BUSINESS BOOMING FOR HACKERS
Governments paying big money to know of flaws in rivals’ computer systems
NEW YORK: On the tiny Mediterranean island of Malta, two Italian hackers have been searching for bugs — not the island’s many beetle varieties, but secret flaws in computer code that governments pay hundreds of thousands of dollars to learn about and exploit.
The hackers, Luigi Auriemma, 32, and Donato Ferrante, 28, sell technical details of such vulnerabilities to countries that want to break into the computer sys- tems of foreign adversaries. The two will not reveal the clients of their company, ReVuln, but big buyers of services like theirs include the National Security Agency — which seeks the flaws for America’s growing arsenal of cyberweapons — and US adversaries like the Iranian Revolutionary Guard.
Ten years ago, hackers would hand knowledge of such flaws to Microsoft and Google free, in exchange for a T-shirt or perhaps for an honorable mention on a company’s website.
Now, the market for information about computer vulnerabilities has turned into a gold rush. Disclosures by Edward J Snowden, the former NSA consultant who leaked classified documents, made it clear that the United States is among the buyers of programming flaws. But the country is not alone.
Israel, Britain, Russia, India and Brazil are some of the biggest spenders.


*Brief*
Set down the entries below exactly; drop the pictures.

**** Data for the task

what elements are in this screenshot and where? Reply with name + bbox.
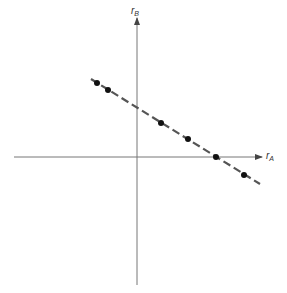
diagram: rB rA xyxy=(0,0,287,293)
data-point xyxy=(213,154,219,160)
data-point xyxy=(158,120,164,126)
data-point xyxy=(185,136,191,142)
dashed-regression-line xyxy=(91,79,260,184)
y-axis-label: rB xyxy=(131,5,139,17)
data-point xyxy=(94,80,100,86)
x-axis-label: rA xyxy=(266,150,274,162)
plot-canvas xyxy=(0,0,287,293)
data-point xyxy=(241,172,247,178)
data-point xyxy=(105,87,111,93)
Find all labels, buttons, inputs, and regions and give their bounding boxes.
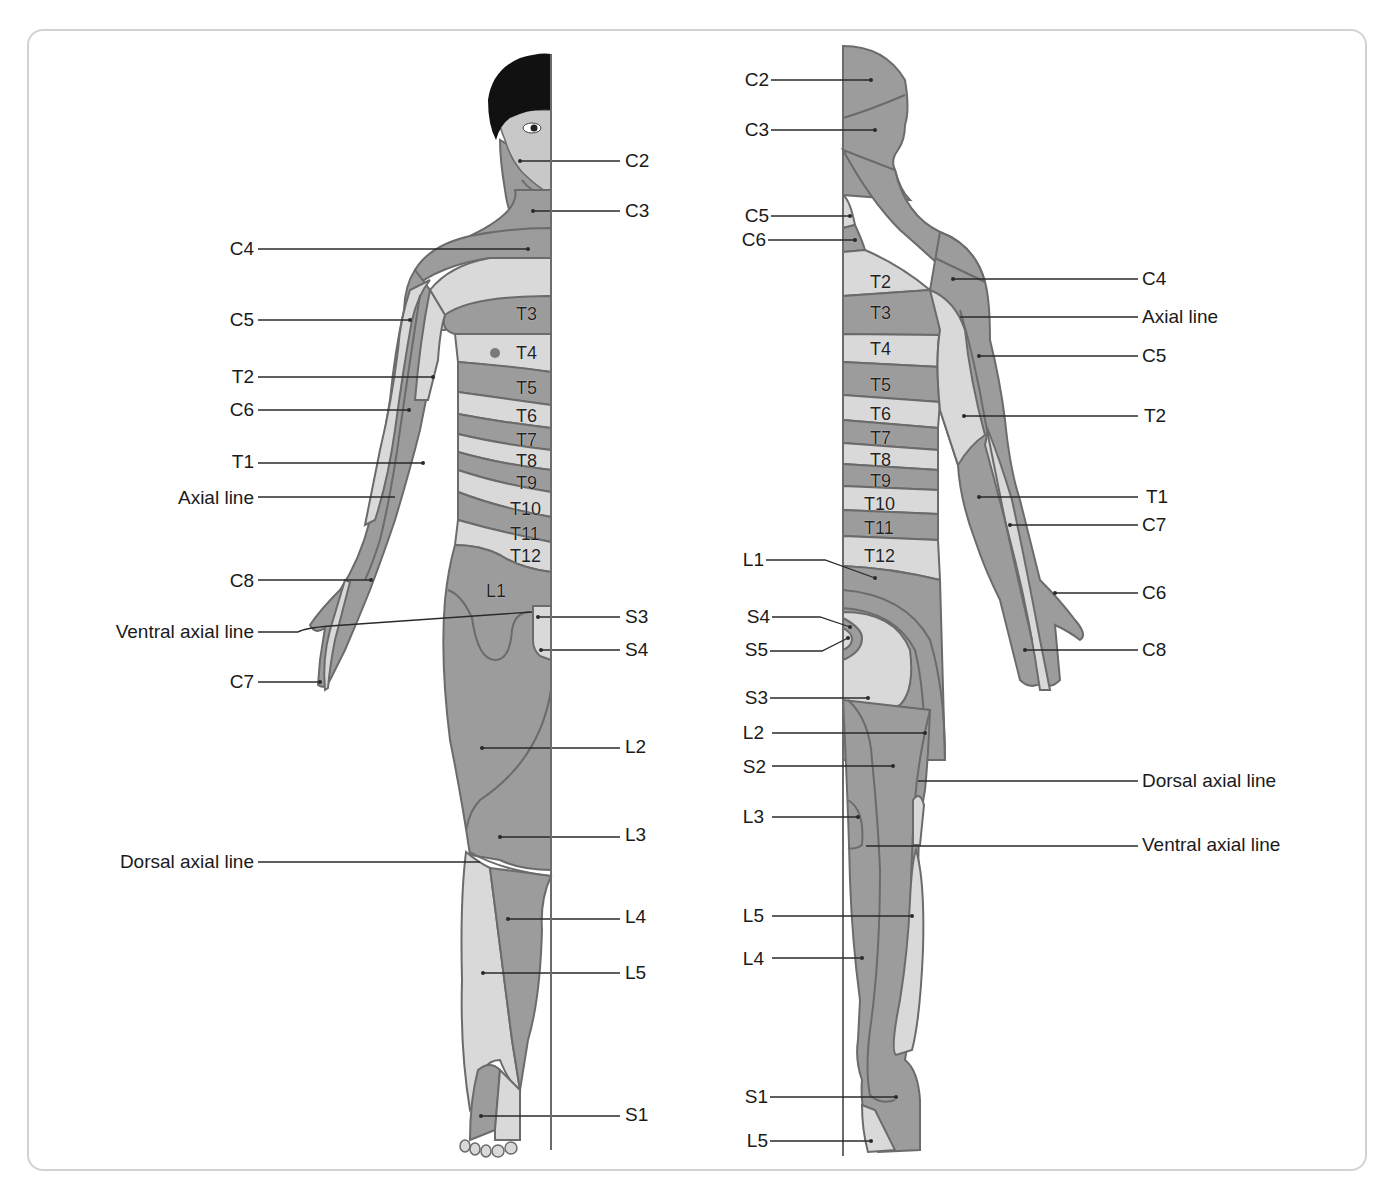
label-post-s5: S5 — [745, 640, 768, 660]
label-post-axial-line: Axial line — [1142, 307, 1218, 327]
seg-post-t2: T2 — [870, 273, 891, 291]
label-post-s3: S3 — [745, 688, 768, 708]
label-post-c3: C3 — [745, 120, 769, 140]
seg-ant-t11: T11 — [510, 525, 540, 543]
label-post-c6: C6 — [742, 230, 766, 250]
seg-post-t4: T4 — [870, 340, 891, 358]
label-post-dorsal-axial-line: Dorsal axial line — [1142, 771, 1276, 791]
label-post-t1: T1 — [1146, 487, 1168, 507]
seg-ant-t12: T12 — [510, 547, 541, 565]
seg-ant-t6: T6 — [516, 407, 537, 425]
anterior-toes — [460, 1140, 517, 1157]
seg-post-t10: T10 — [864, 495, 895, 513]
label-ant-t2: T2 — [232, 367, 254, 387]
seg-ant-t5: T5 — [516, 379, 537, 397]
label-post-l5-heel: L5 — [747, 1131, 768, 1151]
label-ant-ventral-axial-line: Ventral axial line — [116, 622, 254, 642]
seg-post-t9: T9 — [870, 472, 891, 490]
label-post-c7: C7 — [1142, 515, 1166, 535]
label-ant-l3: L3 — [625, 825, 646, 845]
label-post-c4: C4 — [1142, 269, 1166, 289]
label-ant-c7: C7 — [230, 672, 254, 692]
seg-post-t7: T7 — [870, 429, 891, 447]
label-post-c5: C5 — [745, 206, 769, 226]
label-ant-l5: L5 — [625, 963, 646, 983]
label-ant-l4: L4 — [625, 907, 646, 927]
label-ant-c5: C5 — [230, 310, 254, 330]
label-ant-c3: C3 — [625, 201, 649, 221]
label-post-c8: C8 — [1142, 640, 1166, 660]
seg-ant-t9: T9 — [516, 474, 537, 492]
label-post-c5: C5 — [1142, 346, 1166, 366]
anterior-body-figure: .dk{fill:#9c9c9c;stroke:#6b6b6b;stroke-w… — [0, 0, 1392, 1192]
label-ant-c2: C2 — [625, 151, 649, 171]
label-ant-s3: S3 — [625, 607, 648, 627]
seg-post-t3: T3 — [870, 304, 891, 322]
seg-post-t6: T6 — [870, 405, 891, 423]
label-post-l5: L5 — [743, 906, 764, 926]
seg-post-t11: T11 — [864, 519, 894, 537]
label-post-c2: C2 — [745, 70, 769, 90]
label-post-c6: C6 — [1142, 583, 1166, 603]
label-post-l4: L4 — [743, 949, 764, 969]
label-post-l1: L1 — [743, 550, 764, 570]
label-ant-c6: C6 — [230, 400, 254, 420]
label-ant-dorsal-axial-line: Dorsal axial line — [120, 852, 254, 872]
label-ant-axial-line: Axial line — [178, 488, 254, 508]
seg-ant-t7: T7 — [516, 431, 537, 449]
label-ant-c8: C8 — [230, 571, 254, 591]
anterior-s3-s4-zone — [533, 606, 551, 660]
label-post-s2: S2 — [743, 757, 766, 777]
anterior-arm — [310, 270, 445, 690]
seg-ant-t3: T3 — [516, 305, 537, 323]
label-post-s1: S1 — [745, 1087, 768, 1107]
label-ant-t1: T1 — [232, 452, 254, 472]
label-ant-s4: S4 — [625, 640, 648, 660]
seg-post-t12: T12 — [864, 547, 895, 565]
label-ant-s1: S1 — [625, 1105, 648, 1125]
seg-ant-l1: L1 — [486, 582, 506, 600]
label-ant-l2: L2 — [625, 737, 646, 757]
label-post-t2: T2 — [1144, 406, 1166, 426]
posterior-arm — [930, 232, 1083, 690]
label-post-l3: L3 — [743, 807, 764, 827]
label-post-s4: S4 — [747, 607, 770, 627]
label-post-ventral-axial-line: Ventral axial line — [1142, 835, 1280, 855]
seg-post-t8: T8 — [870, 451, 891, 469]
label-post-l2: L2 — [743, 723, 764, 743]
label-ant-c4: C4 — [230, 239, 254, 259]
seg-ant-t10: T10 — [510, 500, 541, 518]
seg-ant-t8: T8 — [516, 452, 537, 470]
seg-ant-t4: T4 — [516, 344, 537, 362]
seg-post-t5: T5 — [870, 376, 891, 394]
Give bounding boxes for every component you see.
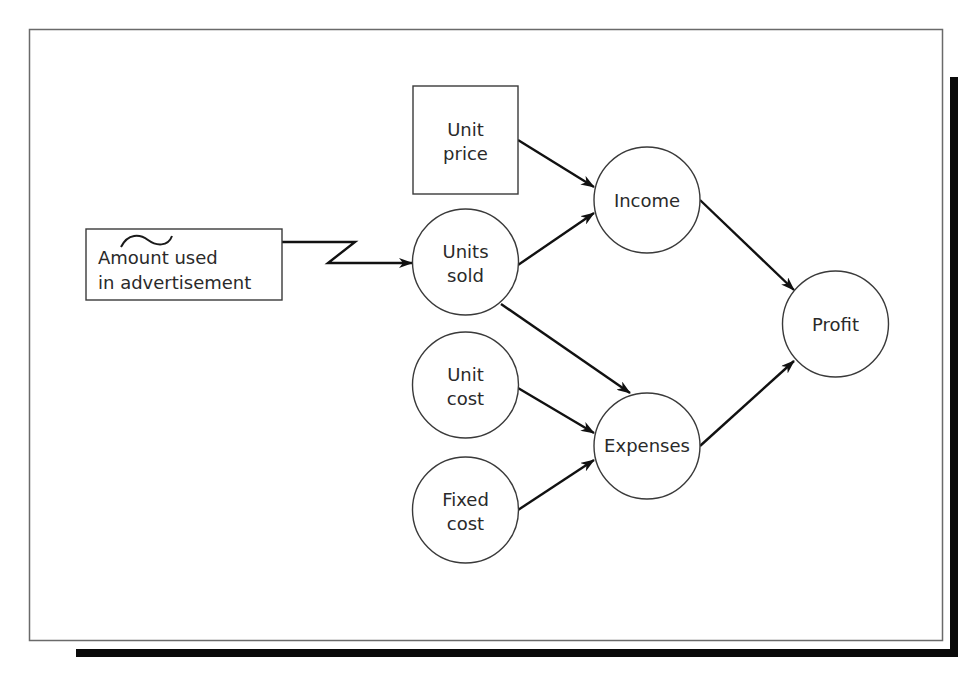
node-unit-cost: Unit cost: [413, 332, 519, 438]
units-sold-label-line-2: sold: [447, 265, 484, 286]
units-sold-circle: [413, 209, 519, 315]
node-expenses: Expenses: [594, 393, 700, 499]
svg-text:Unit: Unit: [447, 364, 484, 385]
profit-label: Profit: [812, 314, 859, 335]
unit-price-box: [413, 86, 518, 194]
income-label: Income: [614, 190, 680, 211]
node-income: Income: [594, 147, 700, 253]
frame-shadow-bottom: [76, 649, 958, 657]
svg-text:Expenses: Expenses: [604, 435, 690, 456]
node-unit-price: Unit price: [413, 86, 518, 194]
svg-text:Fixed: Fixed: [442, 489, 489, 510]
unit-price-label-line-1: Unit: [447, 119, 484, 140]
unit-cost-label-line-2: cost: [447, 388, 484, 409]
node-profit: Profit: [783, 271, 889, 377]
svg-text:Amount used: Amount used: [98, 247, 218, 268]
node-fixed-cost: Fixed cost: [413, 457, 519, 563]
frame-shadow-right: [950, 77, 958, 657]
svg-text:Income: Income: [614, 190, 680, 211]
unit-price-label-line-2: price: [443, 143, 488, 164]
unit-cost-label-line-1: Unit: [447, 364, 484, 385]
svg-text:in advertisement: in advertisement: [98, 272, 251, 293]
node-advertisement: Amount used in advertisement: [86, 229, 282, 300]
advertisement-label-line-2: in advertisement: [98, 272, 251, 293]
fixed-cost-circle: [413, 457, 519, 563]
svg-text:cost: cost: [447, 388, 484, 409]
fixed-cost-label-line-1: Fixed: [442, 489, 489, 510]
svg-text:price: price: [443, 143, 488, 164]
node-units-sold: Units sold: [413, 209, 519, 315]
expenses-label: Expenses: [604, 435, 690, 456]
fixed-cost-label-line-2: cost: [447, 513, 484, 534]
unit-cost-circle: [413, 332, 519, 438]
svg-text:Profit: Profit: [812, 314, 859, 335]
svg-text:Units: Units: [442, 241, 488, 262]
svg-text:sold: sold: [447, 265, 484, 286]
svg-text:cost: cost: [447, 513, 484, 534]
advertisement-label-line-1: Amount used: [98, 247, 218, 268]
units-sold-label-line-1: Units: [442, 241, 488, 262]
svg-text:Unit: Unit: [447, 119, 484, 140]
influence-diagram: Amount used in advertisement Unit price …: [0, 0, 977, 676]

********

*Exercise solution*
what elements are in this screenshot and where? Reply with name + bbox.
diagram: rB rA xyxy=(0,0,287,293)
data-point xyxy=(213,154,219,160)
data-point xyxy=(158,120,164,126)
data-point xyxy=(185,136,191,142)
dashed-regression-line xyxy=(91,79,260,184)
y-axis-label: rB xyxy=(131,5,139,17)
data-point xyxy=(94,80,100,86)
x-axis-label: rA xyxy=(266,150,274,162)
plot-canvas xyxy=(0,0,287,293)
data-point xyxy=(241,172,247,178)
data-point xyxy=(105,87,111,93)
Find all labels, buttons, inputs, and regions and give their bounding boxes.
label-post-s5: S5 — [745, 640, 768, 660]
label-post-axial-line: Axial line — [1142, 307, 1218, 327]
seg-post-t2: T2 — [870, 273, 891, 291]
label-post-s3: S3 — [745, 688, 768, 708]
label-post-c3: C3 — [745, 120, 769, 140]
seg-ant-t11: T11 — [510, 525, 540, 543]
label-post-c6: C6 — [742, 230, 766, 250]
seg-post-t4: T4 — [870, 340, 891, 358]
label-post-dorsal-axial-line: Dorsal axial line — [1142, 771, 1276, 791]
label-post-t1: T1 — [1146, 487, 1168, 507]
seg-ant-t12: T12 — [510, 547, 541, 565]
seg-ant-t6: T6 — [516, 407, 537, 425]
anterior-toes — [460, 1140, 517, 1157]
seg-post-t10: T10 — [864, 495, 895, 513]
label-ant-t2: T2 — [232, 367, 254, 387]
seg-ant-t5: T5 — [516, 379, 537, 397]
label-post-l5-heel: L5 — [747, 1131, 768, 1151]
label-ant-ventral-axial-line: Ventral axial line — [116, 622, 254, 642]
seg-post-t9: T9 — [870, 472, 891, 490]
label-post-c7: C7 — [1142, 515, 1166, 535]
label-ant-l3: L3 — [625, 825, 646, 845]
label-post-c4: C4 — [1142, 269, 1166, 289]
label-ant-c7: C7 — [230, 672, 254, 692]
seg-post-t7: T7 — [870, 429, 891, 447]
label-post-c5: C5 — [745, 206, 769, 226]
label-ant-l5: L5 — [625, 963, 646, 983]
label-ant-l4: L4 — [625, 907, 646, 927]
label-ant-c5: C5 — [230, 310, 254, 330]
label-ant-c3: C3 — [625, 201, 649, 221]
label-post-c8: C8 — [1142, 640, 1166, 660]
seg-ant-t9: T9 — [516, 474, 537, 492]
label-post-c5: C5 — [1142, 346, 1166, 366]
anterior-body-figure: .dk{fill:#9c9c9c;stroke:#6b6b6b;stroke-w… — [0, 0, 1392, 1192]
label-ant-c2: C2 — [625, 151, 649, 171]
label-ant-s3: S3 — [625, 607, 648, 627]
seg-post-t3: T3 — [870, 304, 891, 322]
seg-post-t6: T6 — [870, 405, 891, 423]
label-post-l5: L5 — [743, 906, 764, 926]
seg-post-t11: T11 — [864, 519, 894, 537]
label-post-c2: C2 — [745, 70, 769, 90]
label-post-c6: C6 — [1142, 583, 1166, 603]
label-post-l4: L4 — [743, 949, 764, 969]
label-post-l1: L1 — [743, 550, 764, 570]
label-ant-c6: C6 — [230, 400, 254, 420]
label-ant-dorsal-axial-line: Dorsal axial line — [120, 852, 254, 872]
label-ant-axial-line: Axial line — [178, 488, 254, 508]
seg-ant-t7: T7 — [516, 431, 537, 449]
label-ant-c8: C8 — [230, 571, 254, 591]
anterior-s3-s4-zone — [533, 606, 551, 660]
label-post-s2: S2 — [743, 757, 766, 777]
anterior-arm — [310, 270, 445, 690]
seg-ant-t3: T3 — [516, 305, 537, 323]
label-post-s1: S1 — [745, 1087, 768, 1107]
label-ant-t1: T1 — [232, 452, 254, 472]
label-ant-s4: S4 — [625, 640, 648, 660]
seg-post-t12: T12 — [864, 547, 895, 565]
label-ant-s1: S1 — [625, 1105, 648, 1125]
seg-ant-l1: L1 — [486, 582, 506, 600]
label-ant-l2: L2 — [625, 737, 646, 757]
label-post-t2: T2 — [1144, 406, 1166, 426]
posterior-arm — [930, 232, 1083, 690]
label-post-l3: L3 — [743, 807, 764, 827]
label-post-s4: S4 — [747, 607, 770, 627]
label-post-ventral-axial-line: Ventral axial line — [1142, 835, 1280, 855]
seg-post-t8: T8 — [870, 451, 891, 469]
label-post-l2: L2 — [743, 723, 764, 743]
label-ant-c4: C4 — [230, 239, 254, 259]
seg-ant-t10: T10 — [510, 500, 541, 518]
seg-ant-t8: T8 — [516, 452, 537, 470]
seg-ant-t4: T4 — [516, 344, 537, 362]
seg-post-t5: T5 — [870, 376, 891, 394]
Give bounding boxes for every component you see.
node-unit-cost: Unit cost: [413, 332, 519, 438]
units-sold-label-line-2: sold: [447, 265, 484, 286]
units-sold-circle: [413, 209, 519, 315]
node-expenses: Expenses: [594, 393, 700, 499]
svg-text:Unit: Unit: [447, 364, 484, 385]
profit-label: Profit: [812, 314, 859, 335]
unit-price-box: [413, 86, 518, 194]
income-label: Income: [614, 190, 680, 211]
node-income: Income: [594, 147, 700, 253]
frame-shadow-bottom: [76, 649, 958, 657]
svg-text:Expenses: Expenses: [604, 435, 690, 456]
node-unit-price: Unit price: [413, 86, 518, 194]
svg-text:Fixed: Fixed: [442, 489, 489, 510]
unit-price-label-line-1: Unit: [447, 119, 484, 140]
unit-cost-label-line-2: cost: [447, 388, 484, 409]
node-profit: Profit: [783, 271, 889, 377]
svg-text:Amount used: Amount used: [98, 247, 218, 268]
node-fixed-cost: Fixed cost: [413, 457, 519, 563]
frame-shadow-right: [950, 77, 958, 657]
svg-text:Income: Income: [614, 190, 680, 211]
unit-price-label-line-2: price: [443, 143, 488, 164]
unit-cost-label-line-1: Unit: [447, 364, 484, 385]
svg-text:in advertisement: in advertisement: [98, 272, 251, 293]
node-advertisement: Amount used in advertisement: [86, 229, 282, 300]
advertisement-label-line-2: in advertisement: [98, 272, 251, 293]
fixed-cost-circle: [413, 457, 519, 563]
svg-text:cost: cost: [447, 388, 484, 409]
fixed-cost-label-line-1: Fixed: [442, 489, 489, 510]
svg-text:price: price: [443, 143, 488, 164]
node-units-sold: Units sold: [413, 209, 519, 315]
expenses-label: Expenses: [604, 435, 690, 456]
fixed-cost-label-line-2: cost: [447, 513, 484, 534]
unit-cost-circle: [413, 332, 519, 438]
svg-text:Profit: Profit: [812, 314, 859, 335]
svg-text:Units: Units: [442, 241, 488, 262]
svg-text:sold: sold: [447, 265, 484, 286]
svg-text:cost: cost: [447, 513, 484, 534]
advertisement-label-line-1: Amount used: [98, 247, 218, 268]
units-sold-label-line-1: Units: [442, 241, 488, 262]
svg-text:Unit: Unit: [447, 119, 484, 140]
influence-diagram: Amount used in advertisement Unit price …: [0, 0, 977, 676]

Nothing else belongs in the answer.